On February 14, 2023, ALJ Matthew Wacker ordered that a School District in Washington State arrange for, fund, and provide a student a Student Travel Escort (STE) to accompany our 16-year-old client with autism during her visits between home and her residential placement in order to implement her stay-put program for an out-of-state IEP placement.
The ALJ reasoned that the STE – previously omitted from the student’s individualized education program (IEP) – was a required element in the student’s ability to travel to their home and their center, providing in relevant part:
The Stay-Put IEP provides the Student with four home visits each year but does not provide funding for an STE, which is a required component without which the Student cannot access her related service and visit her home. This is simply an illogical and unsupportable outcome. Developing an IEP which provides a related service that cannot be implemented is an absurd result.
Given the impact of the Student’s disabilities on her ability to travel known to the IEP team when it drafted the Student’s Stay-Put IEP, it is concluded that the Student’s Stay-Put IEP implicitly acknowledges, requires, and provides for an STE for the Student. Without providing an STE to accompany the Student home and then back to NECC, it is concluded that the District is failing to implement a material component of the Student’s Stay-Put IEP.

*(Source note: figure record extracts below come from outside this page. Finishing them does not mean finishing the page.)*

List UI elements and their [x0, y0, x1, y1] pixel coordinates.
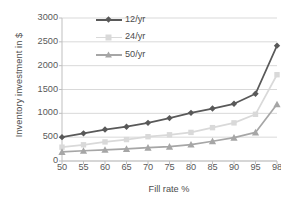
- data-point-marker: [253, 112, 258, 117]
- legend-marker-diamond-icon: [96, 14, 122, 25]
- legend-item[interactable]: 50/yr: [96, 49, 145, 60]
- chart-container: Inventory investment in $ Fill rate % 05…: [0, 0, 281, 201]
- data-point-marker: [188, 130, 193, 135]
- data-point-marker: [80, 130, 86, 136]
- data-point-marker: [274, 72, 279, 77]
- legend-label: 24/yr: [125, 32, 145, 41]
- data-point-marker: [59, 134, 65, 140]
- gridlines: [62, 18, 277, 161]
- data-point-marker: [231, 120, 236, 125]
- legend-label: 50/yr: [125, 50, 145, 59]
- data-point-marker: [102, 139, 107, 144]
- data-point-marker: [252, 91, 258, 97]
- chart-legend: 12/yr24/yr50/yr: [96, 14, 145, 60]
- axis-lines: [59, 18, 277, 164]
- data-point-marker: [274, 42, 280, 48]
- data-point-marker: [81, 142, 86, 147]
- data-point-marker: [166, 115, 172, 121]
- legend-label: 12/yr: [125, 15, 145, 24]
- data-point-marker: [102, 126, 108, 132]
- data-point-marker: [273, 101, 280, 108]
- legend-marker-triangle-icon: [96, 49, 122, 60]
- legend-square-icon: [105, 34, 112, 41]
- data-point-marker: [167, 132, 172, 137]
- legend-diamond-icon: [105, 16, 112, 23]
- data-point-marker: [145, 120, 151, 126]
- data-point-marker: [188, 110, 194, 116]
- series-50-per-yr: [58, 101, 280, 155]
- legend-triangle-icon: [105, 51, 112, 58]
- legend-item[interactable]: 12/yr: [96, 14, 145, 25]
- data-point-marker: [124, 137, 129, 142]
- series-line: [62, 46, 277, 138]
- series-24-per-yr: [59, 72, 279, 150]
- series-12-per-yr: [59, 42, 280, 140]
- data-point-marker: [231, 101, 237, 107]
- data-point-marker: [123, 123, 129, 129]
- legend-item[interactable]: 24/yr: [96, 32, 145, 43]
- legend-marker-square-icon: [96, 32, 122, 43]
- data-point-marker: [209, 105, 215, 111]
- data-series-layer: [58, 42, 280, 155]
- data-point-marker: [210, 125, 215, 130]
- data-point-marker: [145, 134, 150, 139]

Previously the Parents had been required to travel across the country and back for each leg of the trip in order to accompany their daughter who is unable to travel on her own due to her disability. This result drives home the importance for a school district to support students with disabilities, as well as their families, to implement material components of a student’s IEP even – or perhaps especially – when a highly impacted student has been placed out-of-state in a therapeutic residential setting.
The Parents highly encourage other families to insist on including home visits as a part of the child’s placement when the child is being placed out of state. The success here was due in part to the fact that home visits were already a part of the IEP.
You can read the whole stay put order here.